CBT and IPT are first-line during pregnancy — safest, effective

— Screen for hyperemesis gravidarum vs. covert purging — overlapping symptoms

— Postpartum: monitor closely; coordinate with OB and pediatrics for feeding/weight concerns

— BED can be diagnosed in adolescents (DSM-5 same criteria)

Family-Based Therapy (FBT) adapted for BED; CBT-A also effective

Lisdexamfetamine NOT FDA-approved for BED in <18 (it is approved for ADHD ≥6 yr) — off-label for adolescent BED

— Screen for bullying, weight-based teasing, social media body-image exposure

— Treat BED before surgery; uncontrolled BED → poorer weight loss and post-op "grazing"

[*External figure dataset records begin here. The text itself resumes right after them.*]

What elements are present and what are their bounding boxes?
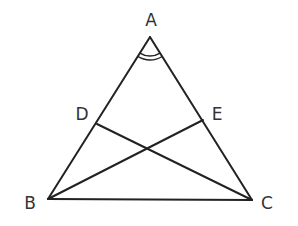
segment-eb	[48, 120, 203, 199]
angle-arc	[138, 56, 162, 60]
label-a: A	[145, 12, 157, 29]
label-c: C	[261, 195, 273, 212]
segment-ab	[48, 37, 150, 199]
label-d: D	[75, 106, 88, 123]
label-b: B	[24, 195, 36, 212]
angle-arc	[140, 53, 160, 56]
angle-mark-a	[138, 53, 162, 60]
triangle-diagram	[0, 0, 298, 226]
label-e: E	[212, 106, 223, 123]
segment-bc	[48, 199, 252, 200]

— Post-op patients can develop loss-of-control eating despite anatomic restriction — assess at every follow-up

— Binge–restrict cycles common; assess in context of weight-class sports

— Higher prevalence; integrate gender-affirming, weight-neutral approach

— Reduced binge frequency reported; monitor for restrictive patterns emerging as appetite suppresses

Pregnancy and lactation:
Adolescents:
Bariatric surgery candidates:
Athletes and military:
LGBTQ+ patients:
Patients on GLP-1 agonists:
Step 3 management: A reproductive-age woman started on topiramate must receive contraception counseling — preferably IUD or non-OCP method given enzyme interaction at doses >200 mg.
Board pearl: Topiramate + pregnancy = cleft palate. Document contraception discussion in the chart.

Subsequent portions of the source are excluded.